HAPPY NEW YEAR 2022
Happy New Year! As our Korean friends have been wishing: 새해 복 많이 받으세요 To deconstruct the phrase, saehae 새해 means ‘new year’, bok 복 means ‘luck’ and mani 많이 is ‘many’ or ‘lots of’. The final words badeuseyo 받으세요 means ‘to receive’. This is the way to say I wish you lots of good luck in the new year.
We are home alone, with the children out visiting their friends. The builders worked right up to New Year’s Eve so this morning Mr Gochugaru and I had a rare lie-in until 8.30am. It has been a constant cycle of early mornings and cleaning up for the past four months.

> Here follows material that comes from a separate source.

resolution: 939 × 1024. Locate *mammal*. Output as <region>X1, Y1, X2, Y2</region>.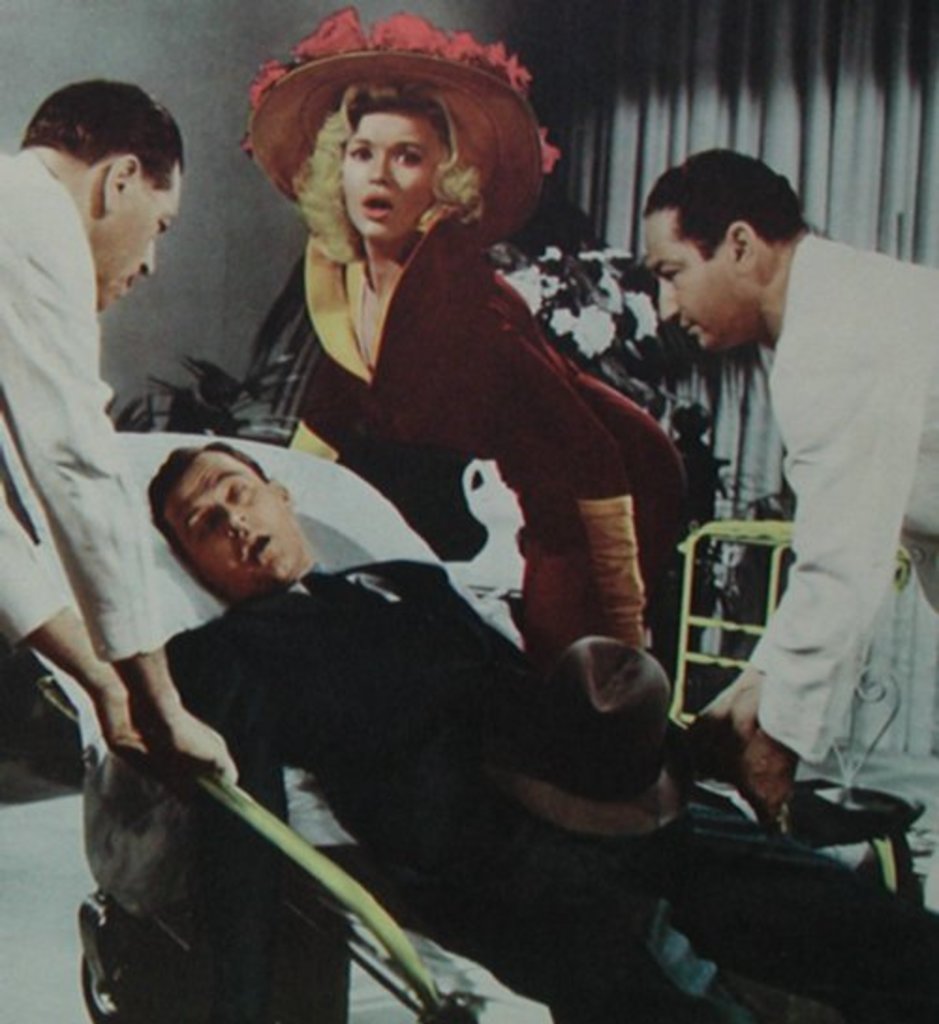
<region>71, 451, 824, 1023</region>.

The wonderful things about London on New Year’s Day: there is no congestion charge for driving into central London, no parking fees and Brasserie Zédel is open.

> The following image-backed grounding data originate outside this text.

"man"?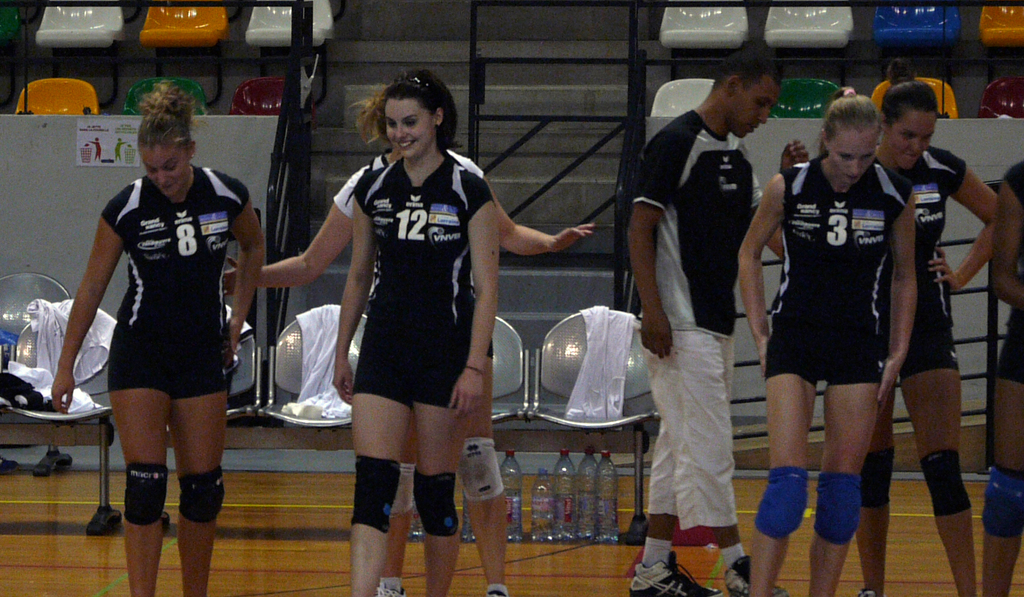
632:38:789:596
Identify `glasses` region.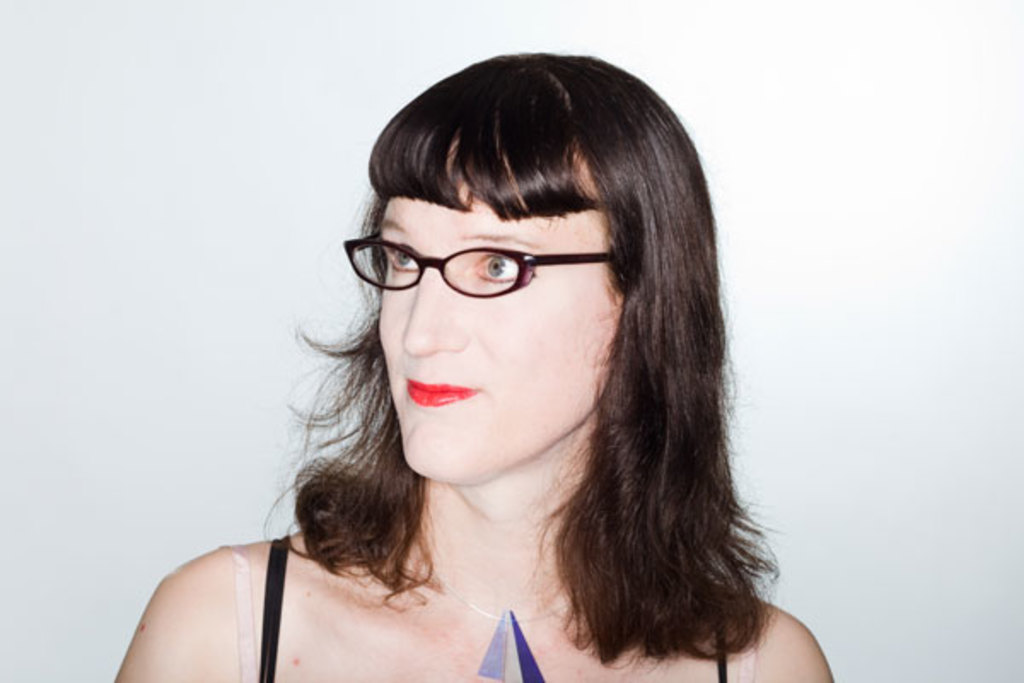
Region: 340, 229, 614, 299.
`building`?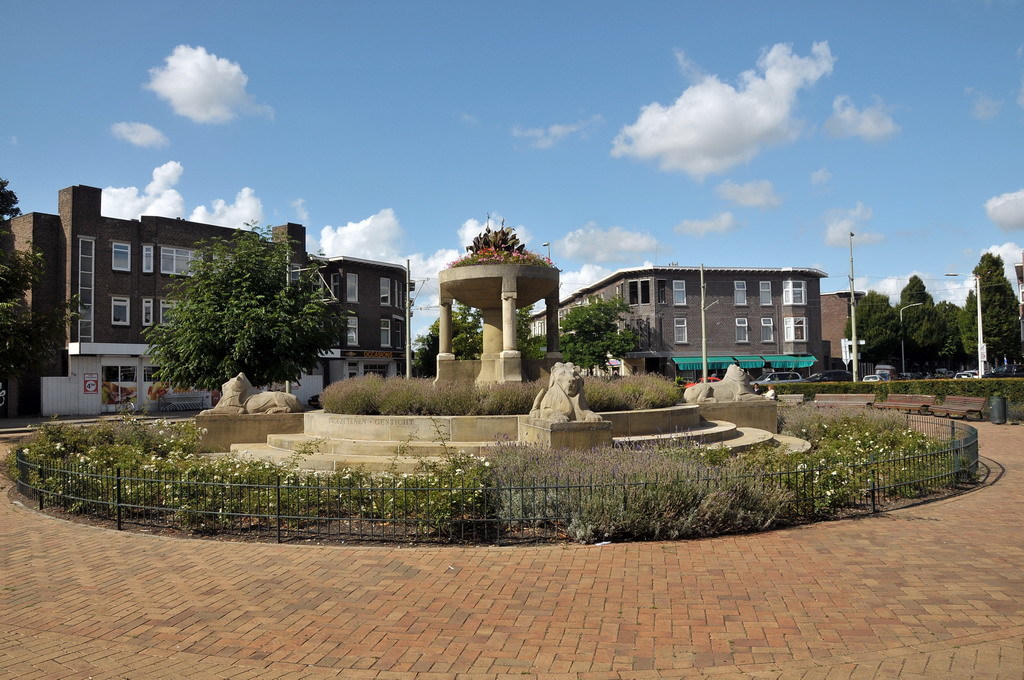
<bbox>9, 181, 414, 421</bbox>
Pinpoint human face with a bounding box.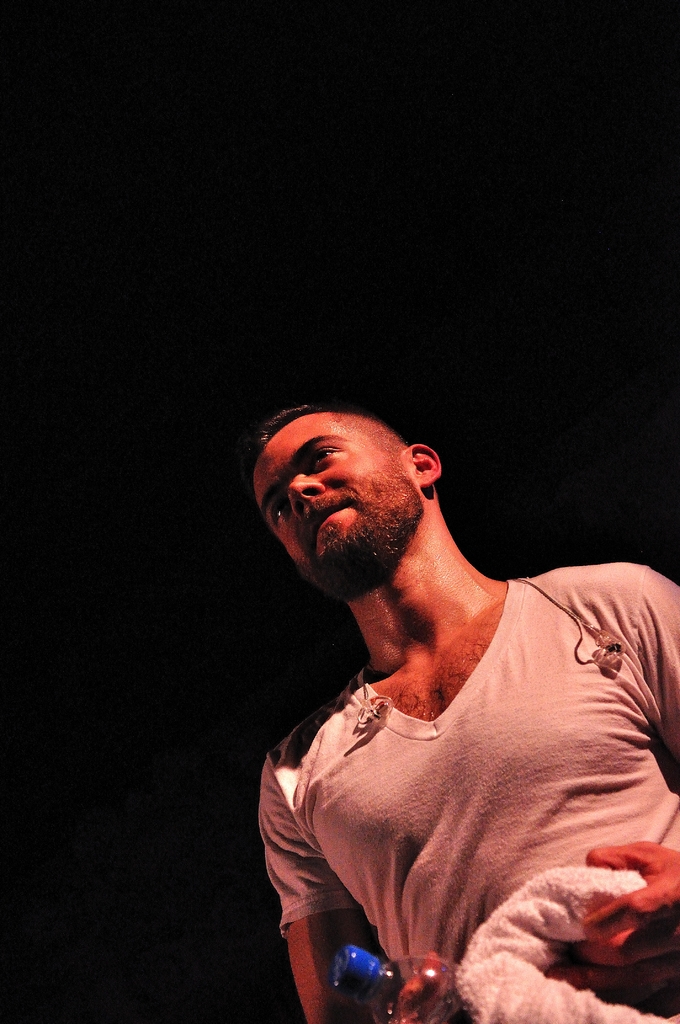
[256,415,429,589].
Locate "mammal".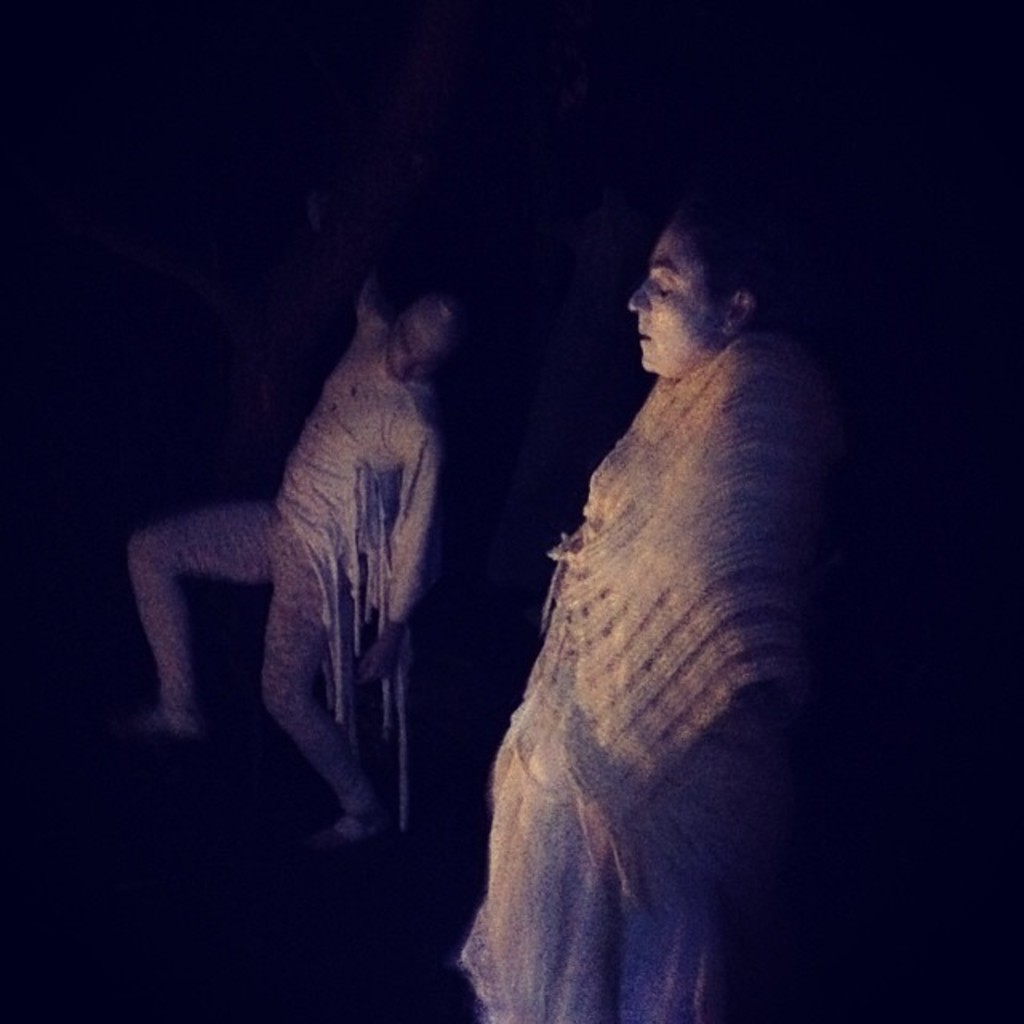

Of all the restaurants I like to eat in, I feel most comfortable in Zédel. I like the menu, the high ceilings, the clock at the end of the room, the bread and butter and the salmon pink table linen. Recently I have had one or two incidences of inconsistent service, and one upsetting incident with butter served in a heavily chipped ramekin. I put these down to difficult trading conditions due to the pandemic and decided not to make a big deal of it. Otherwise it is the same restaurant I have loved these past 10 years (it opened in June 2012).
You can imagine that over the years I have eaten every item on Zédel’s menu. Today I had a cauliflower soup, deep-fried whiting and celeriac remoulade. Mr Gochugaru had a spinach pithivier and grated carrots. The recipes for the shredded celeriac and carrots are in the Zédel cookbook, where they are known by their French names of celeri remoulade and carottes rapées.
There were a handful of shops along Piccadilly which were open, including the bookshops Waterstones and Hatchards. In Fortnum and Mason we came across a golden carriage a la Cinderella. Mr Gochugaru entertained himself by asking if it could be delivered flat-packed and if we needed to widen the driveway for it.
Every year for 20 years we have had a Galette des Rois so on our walk through Burlington Arcade we picked one up from Laduree. The children returned for tea and helped us finish three-quarters of the cake. This made me very happy as there is now an opportunity to get another one from a different French patisserie.
For dinner we were alone again so I made some fried rice with ham, eggs, peas and spring onion. Then we watched Korean Drama. Nothing beats a quiet night after so much disruption to our lives in the past year.
The Book
Brasserie Zédel: Traditions and recipes from a Grand Brasserie by A. A. Gill, published by Quadrille Publishing Ltd, ISBN 978-1849494670.